PART FIRST: THE SILVER OF THE MINE
8. CHAPTER EIGHT
(continued)
But not for long. Dona Emilia would be gone "up to the mountain"
in a day or two, and her sleek carriage mules would have an easy
time of it for another long spell. She had watched the erection
of the first frame-house put up on the lower mesa for an office
and Don Pepe's quarters; she heard with a thrill of thankful
emotion the first wagon load of ore rattle down the then only
shoot; she had stood by her husband's side perfectly silent, and
gone cold all over with excitement at the instant when the first
battery of only fifteen stamps was put in motion for the first
time.
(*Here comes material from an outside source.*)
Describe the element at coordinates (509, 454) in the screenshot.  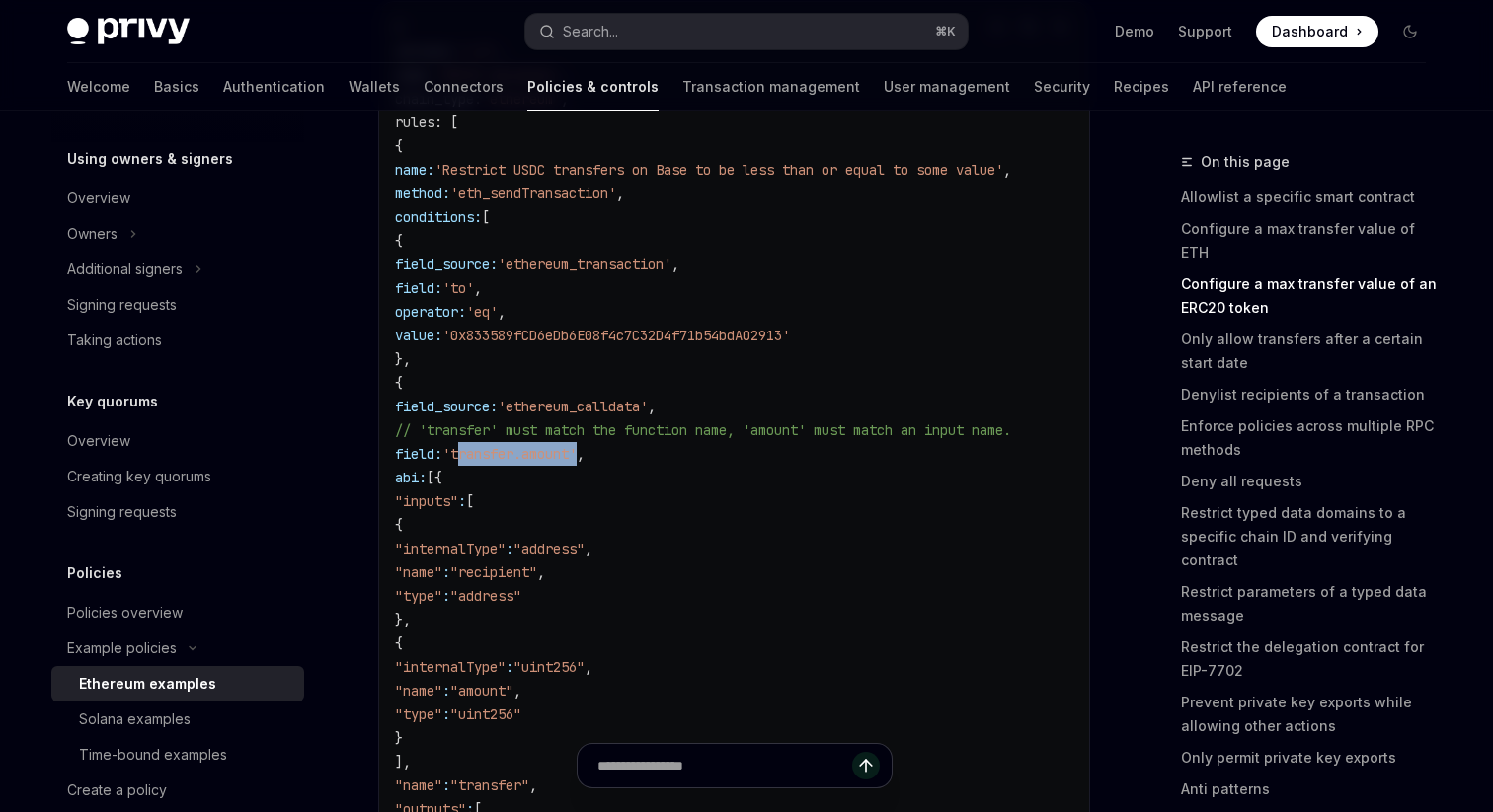
I see `span: 'transfer.amount'` at that location.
On the occasion when the fires under the first set of
retorts in their shed had glowed far into the night she did not
retire to rest on the rough cadre set up for her in the as yet
bare frame-house till she had seen the first spongy lump of
silver yielded to the hazards of the world by the dark depths of
the Gould Concession; she had laid her unmercenary hands, with an
eagerness that made them tremble, upon the first silver ingot
turned out still warm from the mould; and by her imaginative
estimate of its power she endowed that lump of metal with a
justificative conception, as though it were not a mere fact, but
something far-reaching and impalpable, like the true expression
of an emotion or the emergence of a principle.
Don Pepe, extremely interested, too, looked over her shoulder
with a smile that, making longitudinal folds on his face, caused
it to resemble a leathern mask with a benignantly diabolic
expression.
"Would not the muchachos of Hernandez like to get hold of this
insignificant object, that looks, por Dios, very much like a
piece of tin?" he remarked, jocularly.